Safer Skies Act of 2025
Airport Security: New Screening for Charter Flights
The Safer Skies Act of 2025 is currently in the early stages of the legislative process. It has been sent to a subcommittee for review by the House Committee on Homeland Security. The bill is actively moving forward as it waits for further study and potential action from the committee.
Legislative Progress
This bill has a very long list of bipartisan cosponsors from both parties, which usually means it has a strong chance of moving through the House.
Key Points
- This bill requires public charter flights to follow the same security rules as major airlines. Currently, some charter companies that sell individual seats on scheduled flights do not have to use standard TSA checkpoints.
- The new rules would apply to planes with more than nine seats that publish schedules and sell tickets to the general public. This closes a loophole that allowed these flights to operate from private terminals without the same screening as regular commercial flights.
- The TSA would have about one year to update its rules and start overseeing these security checks. This change aims to make air travel safer by ensuring all scheduled commercial passengers go through the same level of security regardless of the type of plane they use.
Impact Analysis
Govbase has not yet run an impact analysis on this legislation.
Milestones
Referred to the Subcommittee on Transportation and Maritime Security.
Sent to a congressional committee for expert review. The committee decides whether this bill moves forward.
Referred to the House Committee on Homeland Security.
Introduced in House
The bill was officially filed and given a number. It now enters the legislative queue.
Votes
No votes have been recorded for this legislation yet.
News
No related news coverage found for this legislation yet.
Source Information
Document Type
Congressional Bill
Official Title
Safer Skies Act of 2025
Data Sources
Sponsor
Cosponsors
(49)Analysis generated by AI. Always verify with official sources.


▸ **EXERCISE DESCRIPTION**:
Your answer must be an exact retyping of the line containing "Localize each UI" and every line after it through the end of the records below, with no pictures and nothing else.

[Entries from a visual dataset]
----------------

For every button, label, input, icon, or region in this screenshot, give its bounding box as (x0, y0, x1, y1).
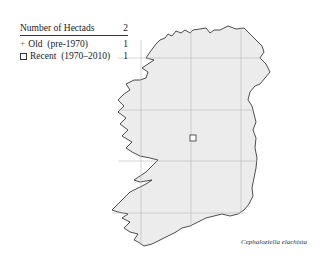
square-icon (20, 53, 27, 60)
legend: Number of Hectads 2 +Old (pre-1970) 1 Re… (20, 22, 128, 62)
legend-title: Number of Hectads (20, 22, 94, 34)
plus-icon: + (20, 39, 25, 49)
legend-label-old: Old (pre-1970) (28, 39, 88, 49)
species-caption: Cephaloziella elachista (241, 238, 307, 246)
legend-header: Number of Hectads 2 (20, 22, 128, 36)
legend-total: 2 (123, 22, 128, 34)
legend-count-old: 1 (123, 38, 128, 50)
recent-record-marker (190, 135, 196, 141)
legend-item-recent: Recent (1970–2010) 1 (20, 50, 128, 62)
legend-count-recent: 1 (123, 50, 128, 62)
legend-item-old: +Old (pre-1970) 1 (20, 38, 128, 50)
legend-label-recent: Recent (1970–2010) (30, 51, 110, 61)
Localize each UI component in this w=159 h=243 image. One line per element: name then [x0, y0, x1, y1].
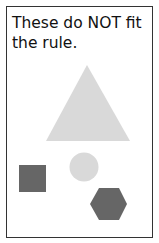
square-shape: [19, 165, 46, 192]
hexagon-shape: [90, 188, 127, 220]
circle-shape: [70, 153, 99, 182]
shapes-canvas: [0, 0, 159, 243]
triangle-shape: [46, 65, 130, 141]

----------------

▸ **TASK RESULT**:
Localize each UI component in this w=159 h=243 image. One line per element: name then [x0, y0, x1, y1].
square-shape: [19, 165, 46, 192]
hexagon-shape: [90, 188, 127, 220]
circle-shape: [70, 153, 99, 182]
shapes-canvas: [0, 0, 159, 243]
triangle-shape: [46, 65, 130, 141]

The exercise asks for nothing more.